Advertisement

In San Francisco, Poor Families Will Get Help Paying For Diapers

CREDIT: SHUTTERSTOCK
CREDIT: SHUTTERSTOCK

Come November 1, San Francisco will be the first city in the country to operate a program that distributes diapers to low-income families who struggle to afford them.

The city will give diapers to families who already receive welfare benefits through the state CalWORKS program. The city has awarded a grant to Help a Mother Out, which partners with social service providers across California to distribute diapers to families in need, to establish and operate the diaper bank. While it’s currently in a pilot stage, serving 257 families, it will go into full operation at the beginning of November and eventually reach about 1,300 families with children under three years old at a cost of $479,000 a year.

According to an earlier report commissioned by the San Francisco Human Services Agency, a single parent working a full-time minimum wage job will spend 8 percent of her annual income, or about $1,872, on diapers a year. It’s a challenge that faces many families: nationally, an adequate supply of diapers costs $936 per child a year, which will eat up more than 6 percent of income for a single parent making minimum wage.

Yet diapers are not an allowable expense under the Women, Infants, and Children (WIC) program or under food stamps. The California bill notes that diapers are classified the same as cigarettes, alcohol, and pet food as invalid purchases under federal law. While families can use the cash benefits from Temporary Assistance for Needy Families (TANF), or welfare, to buy diapers, the purchasing power of those benefits continues to erode.

Advertisement

As a result, nearly 30 percent of women say they’ve experienced a time when they couldn’t afford to buy diapers for their children. And such a predicament leads them to face some bad tradeoffs. Ten percent of those who couldn’t afford them borrowed money from family or friends, 13 percent got diapers from an agency or a church, and 8 percent simply had to stretch their diapers when their supply ran short. But the inability to change a wet diaper can lead to urinary tract infections and diaper dermatitis. Diaper shortages can even interfere with work, as most child care centers require parents to give them an adequate supply of diapers.

Reusable diapers are also not often an option: most day care centers won’t accept them, nor will laundromats allow parents to wash them.

The challenge has caught state-wide attention. Last year, California Assemblywoman Lorena Gonzalez (D) introduced a bill that would create an assistance program for families on welfare to help pay for diapers, the first of its kind in the country. But while it passed the Assembly, no Republicans voted to support it, and it has yet to be voted on in the Senate.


The problem —
Every line in the data below that includes "legend" belongs in the answer, copied as it stands.
"""
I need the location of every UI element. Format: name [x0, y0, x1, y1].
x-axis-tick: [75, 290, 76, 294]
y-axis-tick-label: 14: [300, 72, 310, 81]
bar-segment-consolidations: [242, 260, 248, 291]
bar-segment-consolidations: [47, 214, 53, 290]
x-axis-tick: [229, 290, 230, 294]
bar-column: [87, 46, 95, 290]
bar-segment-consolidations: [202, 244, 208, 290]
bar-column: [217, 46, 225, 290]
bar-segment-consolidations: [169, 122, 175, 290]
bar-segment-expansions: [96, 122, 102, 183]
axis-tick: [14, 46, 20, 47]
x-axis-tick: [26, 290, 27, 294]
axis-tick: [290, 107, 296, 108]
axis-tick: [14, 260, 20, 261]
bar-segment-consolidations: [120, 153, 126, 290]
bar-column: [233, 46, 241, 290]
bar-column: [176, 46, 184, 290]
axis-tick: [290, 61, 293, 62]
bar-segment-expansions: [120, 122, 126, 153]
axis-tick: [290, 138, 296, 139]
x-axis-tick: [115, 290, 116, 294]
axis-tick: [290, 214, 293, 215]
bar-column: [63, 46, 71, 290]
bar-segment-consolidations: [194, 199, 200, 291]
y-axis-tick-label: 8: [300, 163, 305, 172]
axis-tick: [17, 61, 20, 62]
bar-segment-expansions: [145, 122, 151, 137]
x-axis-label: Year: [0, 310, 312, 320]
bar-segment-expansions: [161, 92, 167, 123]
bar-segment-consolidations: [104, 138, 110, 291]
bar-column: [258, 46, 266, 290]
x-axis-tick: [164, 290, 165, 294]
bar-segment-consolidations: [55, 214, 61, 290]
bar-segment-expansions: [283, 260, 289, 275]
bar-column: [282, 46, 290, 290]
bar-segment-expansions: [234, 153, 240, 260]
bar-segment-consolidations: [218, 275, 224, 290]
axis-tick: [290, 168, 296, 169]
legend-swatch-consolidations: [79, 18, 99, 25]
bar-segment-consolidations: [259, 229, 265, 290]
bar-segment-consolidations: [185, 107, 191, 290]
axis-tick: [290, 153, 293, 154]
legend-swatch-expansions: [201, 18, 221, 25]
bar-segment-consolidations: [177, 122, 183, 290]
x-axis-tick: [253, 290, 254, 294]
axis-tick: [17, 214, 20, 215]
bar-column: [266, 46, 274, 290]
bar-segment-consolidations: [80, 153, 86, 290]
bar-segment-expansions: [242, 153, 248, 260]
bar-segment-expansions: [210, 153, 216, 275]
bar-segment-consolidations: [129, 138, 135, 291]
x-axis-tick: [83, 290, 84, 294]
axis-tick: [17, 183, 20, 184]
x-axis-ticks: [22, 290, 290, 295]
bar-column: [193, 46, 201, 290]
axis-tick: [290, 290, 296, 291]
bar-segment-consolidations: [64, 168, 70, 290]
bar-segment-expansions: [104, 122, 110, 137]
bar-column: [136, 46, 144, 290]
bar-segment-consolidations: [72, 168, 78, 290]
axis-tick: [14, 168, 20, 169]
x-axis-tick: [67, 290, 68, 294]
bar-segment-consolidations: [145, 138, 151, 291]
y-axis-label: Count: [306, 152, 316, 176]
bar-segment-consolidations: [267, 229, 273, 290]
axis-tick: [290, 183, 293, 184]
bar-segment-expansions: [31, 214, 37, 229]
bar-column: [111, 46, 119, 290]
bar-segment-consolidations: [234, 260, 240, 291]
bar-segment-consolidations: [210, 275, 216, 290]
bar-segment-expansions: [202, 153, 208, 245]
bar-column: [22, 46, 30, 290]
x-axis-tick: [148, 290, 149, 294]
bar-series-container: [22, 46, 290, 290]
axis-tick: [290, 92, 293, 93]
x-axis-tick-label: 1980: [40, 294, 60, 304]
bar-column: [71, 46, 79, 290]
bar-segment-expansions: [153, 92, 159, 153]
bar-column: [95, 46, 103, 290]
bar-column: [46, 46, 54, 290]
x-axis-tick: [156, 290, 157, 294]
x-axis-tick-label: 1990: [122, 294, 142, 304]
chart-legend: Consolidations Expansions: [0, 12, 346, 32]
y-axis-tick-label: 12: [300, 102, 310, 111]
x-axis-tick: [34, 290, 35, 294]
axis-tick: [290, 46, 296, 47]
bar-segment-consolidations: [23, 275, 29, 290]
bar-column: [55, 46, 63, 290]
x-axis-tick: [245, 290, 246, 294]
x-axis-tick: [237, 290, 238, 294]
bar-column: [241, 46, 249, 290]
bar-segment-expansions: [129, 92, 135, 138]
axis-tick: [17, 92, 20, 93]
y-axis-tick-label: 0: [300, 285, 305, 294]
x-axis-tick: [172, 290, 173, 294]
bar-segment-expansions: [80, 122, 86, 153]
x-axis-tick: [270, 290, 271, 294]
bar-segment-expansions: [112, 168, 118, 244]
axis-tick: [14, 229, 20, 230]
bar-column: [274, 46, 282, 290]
"""
Solution for this task —
legend-swatch-consolidations: [79, 18, 99, 25]
legend-swatch-expansions: [201, 18, 221, 25]
chart-legend: Consolidations Expansions: [0, 12, 346, 32]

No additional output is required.